His comments are likely to only intensify frustration among unionists in Northern Ireland, who have long accused the Irish government of failing to listen to the concerns of businesses and consumers in the province.

While the UK has acted unilaterally to ease the burden on trade and supermarkets moving goods across the Irish Sea, critics say the protocol is fundamentally flawed and cannot be salvaged.

Taoiseach Micheal Martin - Brian Lawless/PA 
Taoiseach Micheal Martin - Brian Lawless/PA

However, speaking at his party’s annual 1916 Easter Rising commemoration, the Fianna Fail leader said it was a "fair conclusion to attempts to limit the potential destructiveness of Brexit on this island".

“It is important to say that very serious harm can come if we keep seeing people trying to use Brexit as an issue to create points of dispute or by presenting every single issue as a zero-sum, win-lose fight.

"When this approach is followed in relation to UK-EU relations the damage it causes is primarily economic.

"When it involves misrepresenting the arrangements for Northern Ireland the damage can go much further."
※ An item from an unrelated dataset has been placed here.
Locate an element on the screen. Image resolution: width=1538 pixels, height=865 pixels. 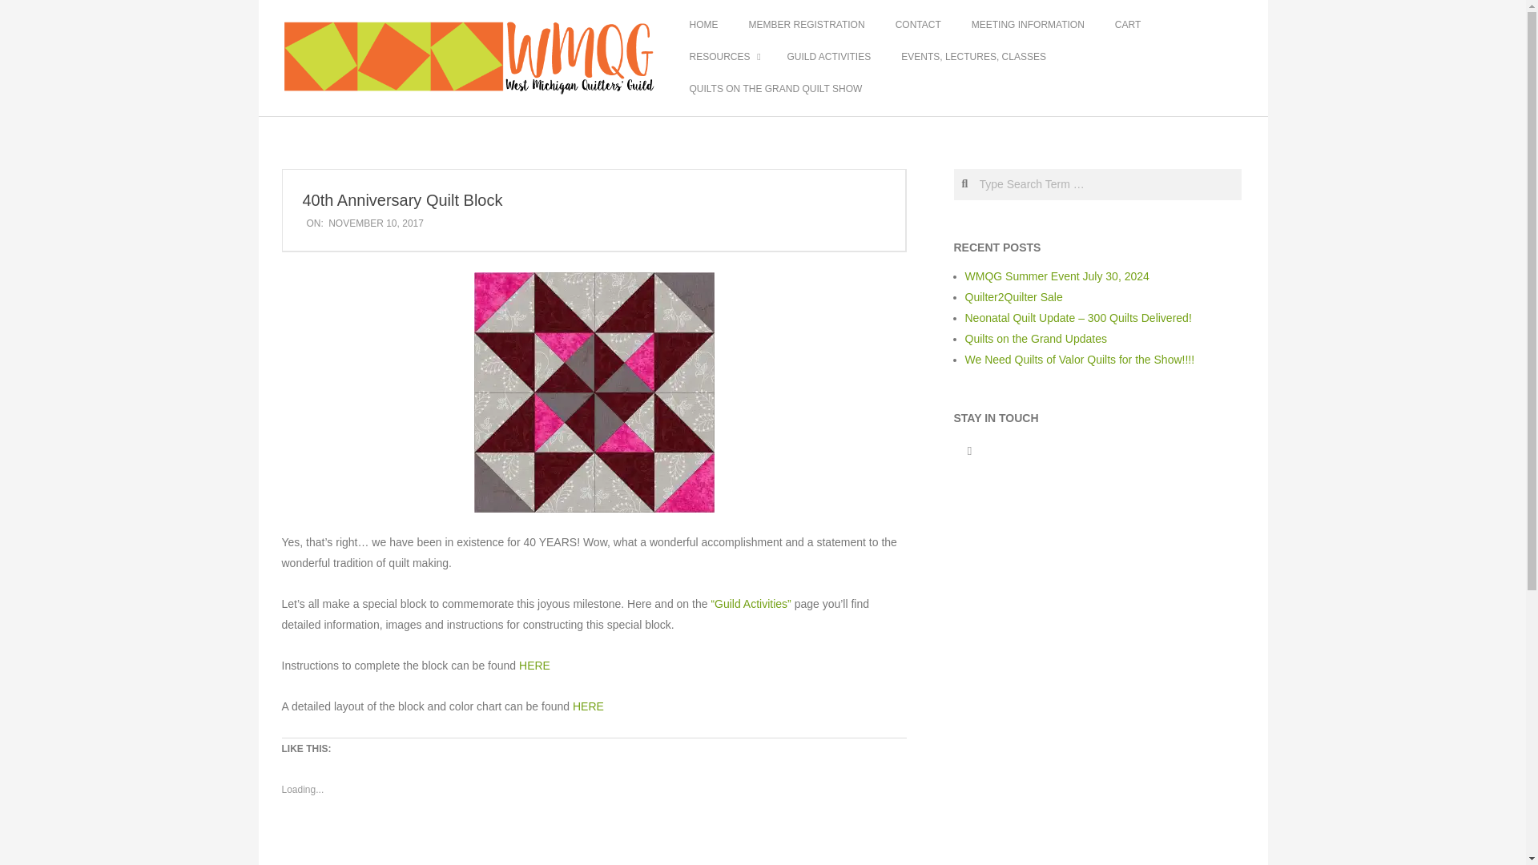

It came as Maros Sefcovic, the European Commission vice-president in charge of Brexit relations, yesterday said he was convinced solutions could be found to “minimise” the impact of the protocol on Northern Ireland.

Speaking after a meeting in Brussels on Thursday with Lord Frost, the UK’s EU minister, he told the Financial Times: “It’s not easy to do, it’s a massive, massive task.

“But what we need is the good faith approach and the proper implementation of all the commitments [already] undertaken, so we see the system working, and then we can look at the risks which are associated with different measures being applied.

“We also ask our UK colleagues to tell us how [they] want to minimise the risk.”